How to generate permutations of a list without "reverse duplicates" in Python using generators

This is related to question How to generate all permutations of a list in Python

How to generate all permutations that match following criteria: if two permutations are reverse of each other (i.e. [1,2,3,4] and [4,3,2,1]), they are considered equal and only one of them should be in final result.

Example:

permutations_without_duplicates ([1,2,3])
[1, 2, 3]
[1, 3, 2]
[2, 1, 3]

I am permuting lists that contain unique integers.

The number of resulting permutations will be high so I'd like to use Python's generators if possible.

Edit: I'd like not to store list of all permutations to memory if possible.


I have a marvelous followup to SilentGhost's proposal - posting a separate answer since the margins of a comment would be too narrow to contain code :-)

itertools.permutations is built in (since 2.6) and fast. We just need a filtering condition that for every (perm, perm[::-1]) would accept exactly one of them. Since the OP says items are always distinct, we can just compare any 2 elements:

for p in itertools.permutations(range(3)):
    if p[0] <= p[-1]:
        print(p)

which prints:

(0, 1, 2)
(0, 2, 1)
(1, 0, 2)

This works because reversing the permutation would always flip the relation between first and last element!

For 4 or more elements, other element pairs that are symmetric around the middle (e.g. second from each side p[1] <= p[::-1][1]) would work too.
(This answer previously claimed p[0] < p[1] would work but it doesn't — after p is reversed this picks different elements.)

You can also do direct lexicographic comparison on whole permutation vs it's reverse:

for p in itertools.permutations(range(3)):
    if p <= p[::-1]:
        print(p)

I'm not sure if there is any more effecient way to filter. itertools.permutations guarantees lexicographic order, but the lexicographic position p and p[::-1] are related in a quite complex way.

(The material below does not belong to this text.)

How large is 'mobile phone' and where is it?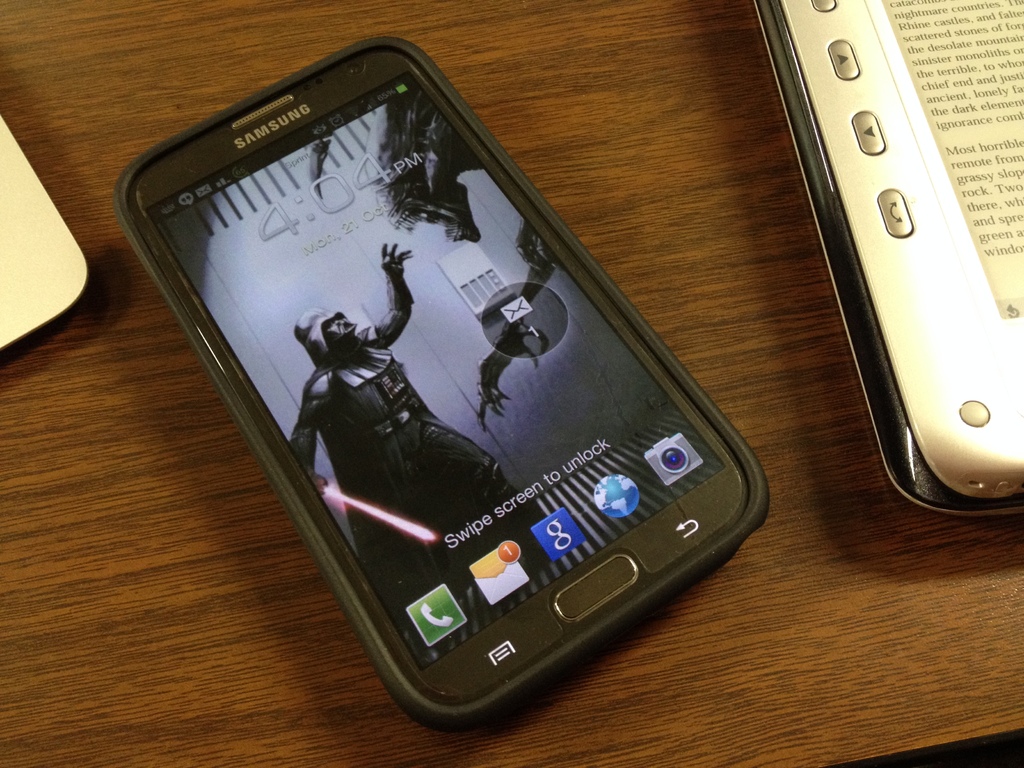
Bounding box: [88, 26, 790, 744].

In particular, just stopping at the middle doesn't work.

But I suspect (didn't check) that the built-in iterator with 2:1 filtering would outperform any custom implementation. And of course it wins on simplicity!


If you generate permutations in lexicographical order, then you don't need to store anything to work out whether the reverse of a given permutation has already been seen. You just have to lexicographically compare it to its reverse - if it's smaller then return it, if it's larger then skip it.

There's probably a more efficient way to do it, but this is simple and has the properties you require (implementable as a generator, uses O(n) working memory).